Alayne was about to tell him more when, suddenly, a flash of white descended on them—Mary Beth in her wedding dress. “You can’t spend the whole night talking to people you already know. Circulate!”

After Lance left, Alayne pretended to be absorbed in her wedding cake, but the granules of sugar coagulated in her throat. As she convulsively tried to swallow, she told herself she had done the right
thing by leaving Lance. He had cheated on her with Norma Jean.

Then why was she sitting at a wedding reception alone while he danced with a rich, blond lawyer? And why, on the nights she had been unable to sleep, had she driven out to West Lake Hills to see where they now lived together?

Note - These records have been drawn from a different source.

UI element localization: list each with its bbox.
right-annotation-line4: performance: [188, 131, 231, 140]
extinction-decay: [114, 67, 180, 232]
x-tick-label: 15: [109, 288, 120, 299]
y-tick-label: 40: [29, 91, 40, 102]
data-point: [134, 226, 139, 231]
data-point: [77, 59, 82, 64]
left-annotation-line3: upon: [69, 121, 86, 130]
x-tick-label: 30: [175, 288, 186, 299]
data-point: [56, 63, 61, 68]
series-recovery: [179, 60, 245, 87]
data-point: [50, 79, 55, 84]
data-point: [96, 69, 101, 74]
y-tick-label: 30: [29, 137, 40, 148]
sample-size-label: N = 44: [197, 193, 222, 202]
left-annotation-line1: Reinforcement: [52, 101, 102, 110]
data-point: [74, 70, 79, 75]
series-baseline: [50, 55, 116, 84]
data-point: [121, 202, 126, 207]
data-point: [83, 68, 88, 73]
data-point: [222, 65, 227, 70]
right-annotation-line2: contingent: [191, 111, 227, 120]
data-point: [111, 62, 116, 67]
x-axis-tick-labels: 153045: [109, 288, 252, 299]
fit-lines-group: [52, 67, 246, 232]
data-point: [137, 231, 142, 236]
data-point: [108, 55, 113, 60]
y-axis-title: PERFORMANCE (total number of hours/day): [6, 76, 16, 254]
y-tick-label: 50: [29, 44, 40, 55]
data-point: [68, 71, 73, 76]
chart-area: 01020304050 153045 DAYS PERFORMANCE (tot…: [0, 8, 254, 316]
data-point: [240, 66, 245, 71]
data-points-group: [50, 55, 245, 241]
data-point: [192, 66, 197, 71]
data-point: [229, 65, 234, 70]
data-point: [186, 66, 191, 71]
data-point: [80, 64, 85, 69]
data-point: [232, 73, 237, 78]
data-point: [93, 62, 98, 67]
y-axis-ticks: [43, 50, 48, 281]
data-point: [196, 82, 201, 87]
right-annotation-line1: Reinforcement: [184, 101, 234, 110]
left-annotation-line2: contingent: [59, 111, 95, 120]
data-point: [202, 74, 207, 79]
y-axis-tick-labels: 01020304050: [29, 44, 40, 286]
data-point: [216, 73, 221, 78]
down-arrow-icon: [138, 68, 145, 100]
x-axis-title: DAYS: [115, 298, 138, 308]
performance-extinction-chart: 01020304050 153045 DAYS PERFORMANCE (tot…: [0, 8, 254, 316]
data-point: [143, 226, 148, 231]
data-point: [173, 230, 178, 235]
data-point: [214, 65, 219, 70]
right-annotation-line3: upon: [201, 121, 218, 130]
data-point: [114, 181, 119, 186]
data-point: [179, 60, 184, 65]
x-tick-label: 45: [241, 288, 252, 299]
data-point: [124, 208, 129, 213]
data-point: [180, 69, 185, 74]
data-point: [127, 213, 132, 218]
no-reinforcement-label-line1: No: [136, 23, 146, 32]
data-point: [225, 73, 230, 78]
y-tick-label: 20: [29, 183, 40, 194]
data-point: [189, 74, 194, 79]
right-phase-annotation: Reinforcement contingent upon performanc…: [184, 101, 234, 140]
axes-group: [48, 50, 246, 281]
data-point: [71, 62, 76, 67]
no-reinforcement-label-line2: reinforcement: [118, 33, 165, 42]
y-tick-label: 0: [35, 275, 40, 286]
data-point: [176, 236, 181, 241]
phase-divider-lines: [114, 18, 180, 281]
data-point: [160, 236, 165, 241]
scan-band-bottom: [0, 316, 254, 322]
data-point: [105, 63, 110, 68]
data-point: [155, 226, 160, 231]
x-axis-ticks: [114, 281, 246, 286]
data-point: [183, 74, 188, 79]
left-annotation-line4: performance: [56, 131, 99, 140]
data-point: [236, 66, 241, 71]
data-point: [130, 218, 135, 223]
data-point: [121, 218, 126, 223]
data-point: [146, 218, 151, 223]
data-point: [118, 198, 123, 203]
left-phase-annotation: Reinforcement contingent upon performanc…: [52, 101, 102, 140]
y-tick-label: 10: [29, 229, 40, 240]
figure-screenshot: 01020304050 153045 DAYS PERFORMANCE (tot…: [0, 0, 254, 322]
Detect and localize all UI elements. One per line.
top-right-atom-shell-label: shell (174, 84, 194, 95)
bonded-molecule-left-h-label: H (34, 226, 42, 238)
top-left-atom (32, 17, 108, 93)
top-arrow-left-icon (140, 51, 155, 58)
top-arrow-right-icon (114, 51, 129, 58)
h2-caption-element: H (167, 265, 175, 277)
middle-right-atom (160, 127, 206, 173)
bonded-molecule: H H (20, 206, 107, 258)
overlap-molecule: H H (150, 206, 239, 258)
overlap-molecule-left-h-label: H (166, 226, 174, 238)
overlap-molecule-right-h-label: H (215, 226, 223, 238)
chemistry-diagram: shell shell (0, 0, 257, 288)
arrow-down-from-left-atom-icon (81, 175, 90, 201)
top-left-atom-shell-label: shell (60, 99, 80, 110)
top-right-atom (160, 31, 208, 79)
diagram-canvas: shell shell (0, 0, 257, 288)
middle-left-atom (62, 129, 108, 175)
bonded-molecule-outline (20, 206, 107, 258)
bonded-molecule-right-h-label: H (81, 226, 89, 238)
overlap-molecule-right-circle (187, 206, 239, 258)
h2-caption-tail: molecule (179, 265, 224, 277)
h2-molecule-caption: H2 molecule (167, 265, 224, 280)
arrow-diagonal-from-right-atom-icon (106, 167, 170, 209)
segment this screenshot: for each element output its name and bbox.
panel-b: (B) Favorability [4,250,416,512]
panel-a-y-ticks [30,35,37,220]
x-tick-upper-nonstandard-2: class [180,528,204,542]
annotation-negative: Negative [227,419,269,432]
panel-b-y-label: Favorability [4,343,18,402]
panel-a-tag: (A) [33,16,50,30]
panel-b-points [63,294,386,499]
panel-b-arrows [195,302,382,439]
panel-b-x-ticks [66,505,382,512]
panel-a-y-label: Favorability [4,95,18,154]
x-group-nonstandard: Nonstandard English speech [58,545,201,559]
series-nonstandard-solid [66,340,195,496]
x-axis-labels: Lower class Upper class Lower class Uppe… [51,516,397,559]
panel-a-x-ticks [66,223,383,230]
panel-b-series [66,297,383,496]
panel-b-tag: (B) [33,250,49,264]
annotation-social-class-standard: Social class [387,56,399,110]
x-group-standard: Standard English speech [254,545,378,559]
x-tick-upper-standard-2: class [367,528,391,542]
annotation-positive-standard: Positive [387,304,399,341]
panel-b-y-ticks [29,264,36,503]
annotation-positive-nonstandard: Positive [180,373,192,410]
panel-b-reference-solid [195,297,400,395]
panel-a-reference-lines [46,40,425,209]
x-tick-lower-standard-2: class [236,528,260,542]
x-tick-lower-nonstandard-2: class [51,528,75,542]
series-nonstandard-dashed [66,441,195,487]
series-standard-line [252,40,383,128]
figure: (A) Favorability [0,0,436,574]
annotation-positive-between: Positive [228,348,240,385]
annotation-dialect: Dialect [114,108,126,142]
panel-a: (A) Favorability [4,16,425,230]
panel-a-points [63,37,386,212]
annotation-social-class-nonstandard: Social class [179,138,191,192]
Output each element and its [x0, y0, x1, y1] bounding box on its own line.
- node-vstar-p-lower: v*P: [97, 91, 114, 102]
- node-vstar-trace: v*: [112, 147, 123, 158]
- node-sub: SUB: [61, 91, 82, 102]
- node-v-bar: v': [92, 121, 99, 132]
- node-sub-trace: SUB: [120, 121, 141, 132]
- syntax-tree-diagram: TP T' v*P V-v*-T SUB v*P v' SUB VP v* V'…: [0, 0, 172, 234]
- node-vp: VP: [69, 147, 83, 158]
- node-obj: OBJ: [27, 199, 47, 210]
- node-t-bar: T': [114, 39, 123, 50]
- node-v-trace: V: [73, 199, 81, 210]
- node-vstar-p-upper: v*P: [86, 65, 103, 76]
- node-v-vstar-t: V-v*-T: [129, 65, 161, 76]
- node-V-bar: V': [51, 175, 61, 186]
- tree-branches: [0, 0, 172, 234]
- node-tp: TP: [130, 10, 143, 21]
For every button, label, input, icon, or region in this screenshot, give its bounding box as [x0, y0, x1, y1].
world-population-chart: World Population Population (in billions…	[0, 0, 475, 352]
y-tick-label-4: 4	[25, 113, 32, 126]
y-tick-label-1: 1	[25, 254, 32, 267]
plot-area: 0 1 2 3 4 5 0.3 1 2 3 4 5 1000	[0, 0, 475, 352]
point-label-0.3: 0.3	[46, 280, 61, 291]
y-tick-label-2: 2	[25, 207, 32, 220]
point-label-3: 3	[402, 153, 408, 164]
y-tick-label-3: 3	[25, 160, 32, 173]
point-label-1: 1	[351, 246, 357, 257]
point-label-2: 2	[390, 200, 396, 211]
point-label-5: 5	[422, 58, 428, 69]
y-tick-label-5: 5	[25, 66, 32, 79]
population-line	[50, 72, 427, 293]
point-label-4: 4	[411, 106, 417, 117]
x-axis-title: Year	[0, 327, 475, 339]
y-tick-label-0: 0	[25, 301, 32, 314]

That last night—she still couldn’t think of it as stalking even though that’s what Norma Jean had called it in the police report—the sleek black BMW in Norma Jean’s slanting driveway had invited Alayne to stop her own little Toyota, grab the jack from the back, and smash in the head and tail lights of
the BMW. Alayne would have broken the windshield, but hadn’t known until she took a big thwack, that it was basically impenetrable. She had scuttled away, horrified at how far she had gone. Norma Jean’s house had been dark, but at the sound of glass breaking and neighboring dogs barking, lights flickered on before Alayne drove off, her foot shaking on the accelerator.